Gabriel Nussbaum and Elizabeth Wood, left, met at the Hamptons International Film Festival in 2005.
Gabriel Nussbaum and Elizabeth Wood, left, met at the Hamptons International Film Festival in 2005.

    The Hamptons International Film Festival always provides a lively time for attendees and an intense creative atmosphere for filmmakers. With lots of chatter and endless parties to attend, it is surprising more filmmakers don’t fall in love.

    One couple that did in 2005, Gabriel Nussbaum and Elizabeth Wood, are back in East Hampton to show their respective short films, in his case “How It Ended” and in hers “Loft.” They have since been married, in Amagansett in 2009 at his parents’ house, and have started their own production company, Bank Street Films. His parents are Jeremy Nussbaum and Charline Spektor, who own the BookHampton chain of bookstores on the South Fork.

    In 2007, the couple produced a documentary together based on their work in New Orleans after Hurricane Katrina, “Wade in the Water Children.” The films here this year are rather different. Both feature somewhat intense psycho-sexual situations and have rather unusual denouements. Each is satisfyingly punchy in its delivery and economy of storytelling.

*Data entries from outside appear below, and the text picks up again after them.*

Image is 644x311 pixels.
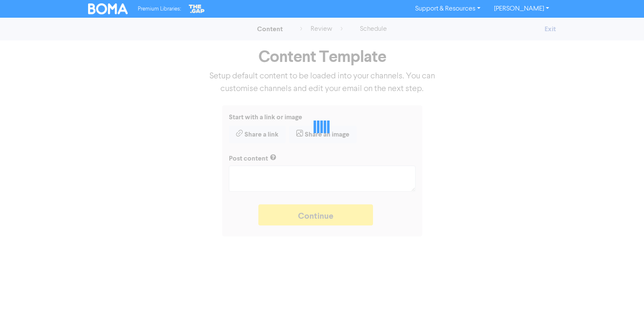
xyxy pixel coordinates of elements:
[487,2,556,16] a: [PERSON_NAME]
[138,6,181,12] span: Premium Libraries:
[601,270,644,311] iframe: Chat Widget
[88,3,128,14] img: BOMA Logo
[187,3,206,14] img: The Gap
[408,2,487,16] a: Support & Resources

    Mr. Nussbaum’s is based on a James Salter short story and was filmed in his parents’ house and the American Hotel. A comfortable couple, whose female half is obviously very sick, invite a younger woman friend to dinner and take part in what is expected to be their final act as a couple. What appears to be a straightforward tear-jerker, however, comes with some rather tart plot twists.

    In “Loft,” Ms. Wood explores the distance that occurs between couples who seem to have everything going for them from the outside and the strange closeness that can occur between strangers. A beautiful apartment in a sketchy Brooklyn neighborhood takes a central role as what holds a couple together but could also be its undoing. The film is a treatment for a larger project and is intriguing enough to leave an audience wanting more.

    “Loft” will screen in East Hampton on Saturday at 10:45 p.m. and Monday at 8:45 p.m. “How It Ended,” which is part of the East End Shorts program, will be screened in East Hampton on Saturday at 10:30 a.m. and Monday at 6:30 p.m.